The Hollywood star Cary Grant called the “bravest” actor he’d ever seen

Among the most charming and talented leading men that Hollywood has ever seen, Cary Grant always knew exactly what a scene needed and elevated it to a new level every time. From displaying his comedic genius in hilarious screwball comedies opposite the likes of Katharine Hepburn to brilliantly maintaining the tension in thrillers like North by Northwest, he truly could do it all.

While many great actors from Grant’s generation rose from difficult backgrounds, the Charade star actually managed to put a traumatic childhood behind him and devoted himself to his craft, starting out as a vaudeville performer. Despite the hardships that Grant himself had to endure, there was one Hollywood star whose on-set bravery ended up overwhelming him.

For Tippi Hedren, who landed her first significant feature film role in Alfred Hitchcock’s infamous 1963 production, backing out was never an option. Far from Hitchcock’s best, the movie is now mostly remembered for the horrendous behaviour that Hedren was subjected to during the shooting, including alleged unwelcome sexual advances from the renowned director.

Some of Hedren’s co-workers, including co-star Rod Taylor, who noticed Hitchcock’s obsession with the actor, were convinced that the unbelievably cruel treatment he was subjecting Hedren to was a result of her turning him down. It all culminated in the attic scene where Hedren is attacked by real words instead of mechanical ones, as was planned before.

In a piece for Vogue, Hedren recalled her initial reaction to the notice that live birds were going to be set on her: “It took me several seconds to pick my jaw up off the floor. They were using live birds for this final apocalyptic scene?! I trusted the expertise of our trainer, Ray Berwick, 100%, but not even the greatest trainer in the world could control every move an animal makes, especially when it’s under stress.”

Grant, a longtime Hitchcock collaborator who was visiting the set that day, saw Hedren in action trying to get through this ordeal that never should have happened in the first place. During a pause in the shooting, he took the opportunity to approach the actor and tell her that he had never seen such courage on a film set before.

Hedren added: “I heard Hitchcock yell, ‘Action!’ and right on cue, the handlers began hurling those live birds at me. It was brutal and ugly and relentless. Cary Grant, one of Hitch’s favourite leading men, happened to be visiting the set that day and told me between takes, ‘You’re the bravest woman I’ve ever seen.’ I was never frightened, I was just overwhelmed and in some form of shock, and I just kept saying to myself over and over again, ‘I won’t let him break me. I won’t let him break me.'”

In her memoir, which was released in 2016, Hedren later claimed that the sexual advances from Hitchcock started during the shooting of their 1964 collaboration, Marnie, but The Birds is undoubtedly another terrible example of the kind of on-set behaviour Hedren, and many other female actors, had to endure just to make it in the industry.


Where the string "Understanding" appears in a line of the data, show that line.
----- Data excerpts
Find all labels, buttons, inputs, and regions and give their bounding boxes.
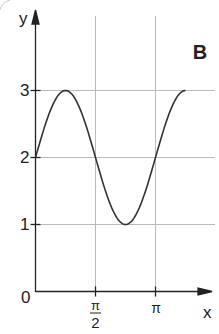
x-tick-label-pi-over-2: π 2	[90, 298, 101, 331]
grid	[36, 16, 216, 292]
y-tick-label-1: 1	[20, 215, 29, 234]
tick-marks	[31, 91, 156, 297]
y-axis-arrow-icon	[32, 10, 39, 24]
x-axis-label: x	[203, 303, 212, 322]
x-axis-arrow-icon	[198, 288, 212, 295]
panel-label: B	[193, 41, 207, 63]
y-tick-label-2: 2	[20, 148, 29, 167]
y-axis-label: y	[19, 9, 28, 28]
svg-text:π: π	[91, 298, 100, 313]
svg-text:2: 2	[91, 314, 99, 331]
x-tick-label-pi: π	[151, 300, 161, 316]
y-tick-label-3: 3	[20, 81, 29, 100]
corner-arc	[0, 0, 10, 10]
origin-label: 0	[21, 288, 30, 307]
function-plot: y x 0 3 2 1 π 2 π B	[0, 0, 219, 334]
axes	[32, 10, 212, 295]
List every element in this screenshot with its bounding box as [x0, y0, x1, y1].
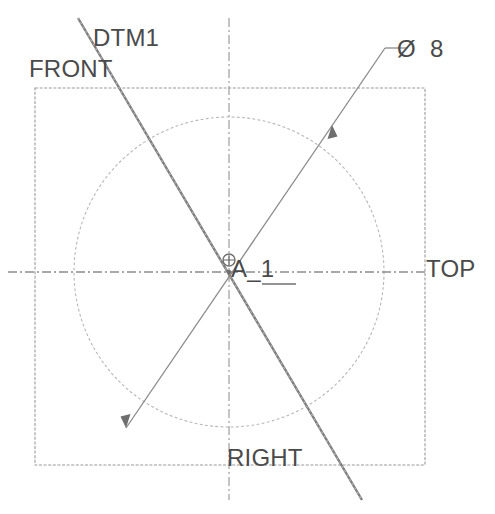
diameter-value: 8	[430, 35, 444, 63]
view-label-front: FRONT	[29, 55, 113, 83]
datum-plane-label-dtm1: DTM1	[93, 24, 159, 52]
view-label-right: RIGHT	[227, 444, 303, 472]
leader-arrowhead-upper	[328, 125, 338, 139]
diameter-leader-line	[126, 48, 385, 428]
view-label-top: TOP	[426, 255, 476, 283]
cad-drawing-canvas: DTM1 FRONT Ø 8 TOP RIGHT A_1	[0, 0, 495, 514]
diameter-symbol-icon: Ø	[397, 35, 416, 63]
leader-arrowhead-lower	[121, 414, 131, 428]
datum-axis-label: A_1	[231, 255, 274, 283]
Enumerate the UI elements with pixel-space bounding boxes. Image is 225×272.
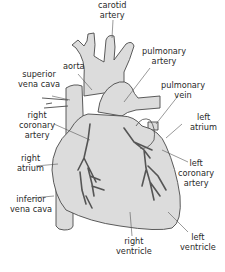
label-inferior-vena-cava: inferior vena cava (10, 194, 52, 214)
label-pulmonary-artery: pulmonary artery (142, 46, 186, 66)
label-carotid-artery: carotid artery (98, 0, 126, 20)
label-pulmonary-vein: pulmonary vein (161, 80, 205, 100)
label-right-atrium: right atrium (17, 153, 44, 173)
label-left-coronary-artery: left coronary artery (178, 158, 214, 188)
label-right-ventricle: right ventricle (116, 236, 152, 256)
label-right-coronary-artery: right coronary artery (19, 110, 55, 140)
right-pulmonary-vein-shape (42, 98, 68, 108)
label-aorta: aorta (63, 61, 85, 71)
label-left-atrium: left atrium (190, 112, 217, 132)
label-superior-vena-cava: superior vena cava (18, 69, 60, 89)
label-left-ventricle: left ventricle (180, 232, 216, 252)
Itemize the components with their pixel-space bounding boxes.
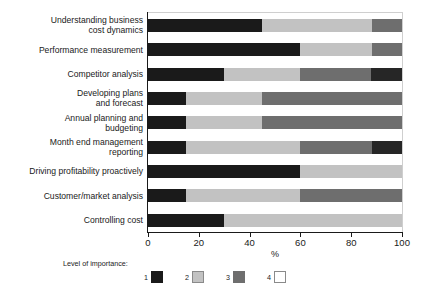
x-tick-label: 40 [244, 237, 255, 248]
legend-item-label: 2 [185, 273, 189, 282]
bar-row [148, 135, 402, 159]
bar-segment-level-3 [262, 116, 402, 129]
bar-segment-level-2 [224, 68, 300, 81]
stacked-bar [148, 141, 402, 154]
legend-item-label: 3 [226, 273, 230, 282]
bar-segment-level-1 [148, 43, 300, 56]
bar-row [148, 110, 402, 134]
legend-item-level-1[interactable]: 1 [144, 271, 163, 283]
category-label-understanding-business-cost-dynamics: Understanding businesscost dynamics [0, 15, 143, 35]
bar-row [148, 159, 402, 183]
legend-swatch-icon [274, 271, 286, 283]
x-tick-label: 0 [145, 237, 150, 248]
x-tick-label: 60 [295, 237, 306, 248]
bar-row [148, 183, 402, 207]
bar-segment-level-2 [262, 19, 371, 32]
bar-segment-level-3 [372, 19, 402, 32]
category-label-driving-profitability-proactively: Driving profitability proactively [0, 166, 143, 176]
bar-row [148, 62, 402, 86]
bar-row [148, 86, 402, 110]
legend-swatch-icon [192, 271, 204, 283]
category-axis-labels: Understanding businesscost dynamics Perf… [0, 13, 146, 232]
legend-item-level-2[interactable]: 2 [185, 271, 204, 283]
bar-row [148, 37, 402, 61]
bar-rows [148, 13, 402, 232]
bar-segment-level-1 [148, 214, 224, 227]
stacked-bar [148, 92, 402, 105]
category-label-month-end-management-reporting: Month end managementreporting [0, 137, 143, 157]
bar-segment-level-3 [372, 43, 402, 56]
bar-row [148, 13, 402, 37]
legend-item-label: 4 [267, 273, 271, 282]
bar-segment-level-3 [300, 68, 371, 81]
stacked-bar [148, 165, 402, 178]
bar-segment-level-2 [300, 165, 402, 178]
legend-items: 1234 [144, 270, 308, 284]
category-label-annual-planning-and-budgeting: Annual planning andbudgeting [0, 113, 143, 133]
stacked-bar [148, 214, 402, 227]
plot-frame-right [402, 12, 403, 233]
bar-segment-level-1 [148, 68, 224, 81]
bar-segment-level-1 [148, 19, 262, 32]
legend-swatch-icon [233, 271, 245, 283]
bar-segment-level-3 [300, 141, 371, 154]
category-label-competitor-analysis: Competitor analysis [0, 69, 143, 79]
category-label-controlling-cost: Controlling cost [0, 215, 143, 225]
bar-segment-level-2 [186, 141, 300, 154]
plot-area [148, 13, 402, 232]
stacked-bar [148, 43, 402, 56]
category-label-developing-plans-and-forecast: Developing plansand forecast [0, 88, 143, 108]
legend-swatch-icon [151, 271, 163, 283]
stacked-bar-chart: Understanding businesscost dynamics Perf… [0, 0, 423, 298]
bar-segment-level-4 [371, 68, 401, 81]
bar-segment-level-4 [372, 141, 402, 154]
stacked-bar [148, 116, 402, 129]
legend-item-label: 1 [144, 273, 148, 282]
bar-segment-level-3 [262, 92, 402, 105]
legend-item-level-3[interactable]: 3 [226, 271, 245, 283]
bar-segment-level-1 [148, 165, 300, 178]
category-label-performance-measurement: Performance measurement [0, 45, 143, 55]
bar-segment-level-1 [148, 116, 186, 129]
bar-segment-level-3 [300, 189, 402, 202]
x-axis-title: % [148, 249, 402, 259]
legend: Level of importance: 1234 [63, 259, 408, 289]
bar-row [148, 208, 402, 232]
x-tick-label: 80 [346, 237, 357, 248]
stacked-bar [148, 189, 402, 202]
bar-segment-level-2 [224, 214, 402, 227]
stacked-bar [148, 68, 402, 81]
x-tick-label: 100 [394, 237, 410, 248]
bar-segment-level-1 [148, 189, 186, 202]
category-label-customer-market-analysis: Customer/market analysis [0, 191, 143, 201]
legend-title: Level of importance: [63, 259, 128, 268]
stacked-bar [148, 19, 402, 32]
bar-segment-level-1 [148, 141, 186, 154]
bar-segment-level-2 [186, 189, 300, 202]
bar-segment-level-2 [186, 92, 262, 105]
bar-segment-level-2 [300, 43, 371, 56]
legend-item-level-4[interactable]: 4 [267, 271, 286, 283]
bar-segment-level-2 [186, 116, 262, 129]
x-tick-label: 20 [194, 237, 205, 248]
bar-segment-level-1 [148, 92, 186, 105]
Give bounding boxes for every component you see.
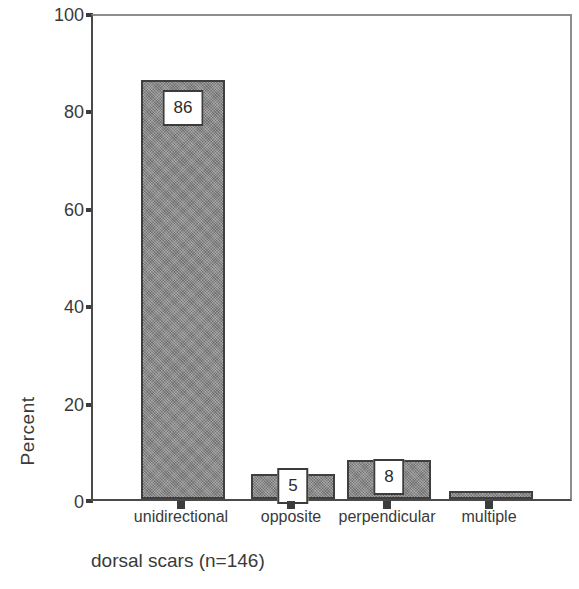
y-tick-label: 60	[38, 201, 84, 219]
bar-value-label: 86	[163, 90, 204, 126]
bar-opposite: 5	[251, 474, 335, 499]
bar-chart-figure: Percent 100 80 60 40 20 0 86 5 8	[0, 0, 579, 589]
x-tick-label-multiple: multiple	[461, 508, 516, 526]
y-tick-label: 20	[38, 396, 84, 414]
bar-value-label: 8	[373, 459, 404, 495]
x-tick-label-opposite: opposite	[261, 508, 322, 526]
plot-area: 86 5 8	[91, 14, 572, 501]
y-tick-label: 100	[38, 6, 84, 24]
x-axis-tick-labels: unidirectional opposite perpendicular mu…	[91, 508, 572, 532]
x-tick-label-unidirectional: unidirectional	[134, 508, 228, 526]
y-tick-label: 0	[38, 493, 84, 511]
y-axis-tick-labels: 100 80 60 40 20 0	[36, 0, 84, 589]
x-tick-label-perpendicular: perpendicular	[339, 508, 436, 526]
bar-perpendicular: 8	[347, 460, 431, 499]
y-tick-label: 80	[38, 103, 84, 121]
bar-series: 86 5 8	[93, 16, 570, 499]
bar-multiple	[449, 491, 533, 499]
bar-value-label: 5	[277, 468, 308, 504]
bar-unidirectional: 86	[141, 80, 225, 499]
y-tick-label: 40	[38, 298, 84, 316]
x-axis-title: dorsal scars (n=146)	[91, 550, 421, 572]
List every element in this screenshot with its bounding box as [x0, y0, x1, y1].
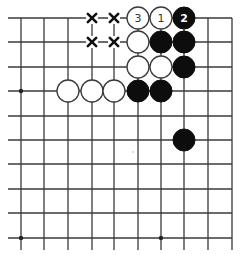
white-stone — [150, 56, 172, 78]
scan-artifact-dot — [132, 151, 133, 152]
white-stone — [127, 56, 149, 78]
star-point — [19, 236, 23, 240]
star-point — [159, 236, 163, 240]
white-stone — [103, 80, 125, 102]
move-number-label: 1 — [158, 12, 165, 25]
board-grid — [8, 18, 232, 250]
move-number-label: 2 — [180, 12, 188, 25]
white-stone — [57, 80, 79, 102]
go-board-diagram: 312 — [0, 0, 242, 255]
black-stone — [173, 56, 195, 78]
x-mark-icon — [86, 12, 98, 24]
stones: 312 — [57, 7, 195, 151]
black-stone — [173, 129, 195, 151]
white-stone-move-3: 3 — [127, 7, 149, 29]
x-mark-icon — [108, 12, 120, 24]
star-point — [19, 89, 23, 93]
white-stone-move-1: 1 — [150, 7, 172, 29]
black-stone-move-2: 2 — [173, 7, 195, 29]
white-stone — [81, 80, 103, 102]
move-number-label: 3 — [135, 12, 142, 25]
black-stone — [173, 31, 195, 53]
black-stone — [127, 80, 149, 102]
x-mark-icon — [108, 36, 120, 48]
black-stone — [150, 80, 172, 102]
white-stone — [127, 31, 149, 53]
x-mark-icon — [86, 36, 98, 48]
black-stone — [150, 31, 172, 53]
----------
◆ Solution to this problem:
category-label-understanding-business-cost-dynamics: Understanding businesscost dynamics [0, 15, 143, 35]
category-axis-labels: Understanding businesscost dynamics Perf… [0, 13, 146, 232]
stacked-bar-chart: Understanding businesscost dynamics Perf… [0, 0, 423, 298]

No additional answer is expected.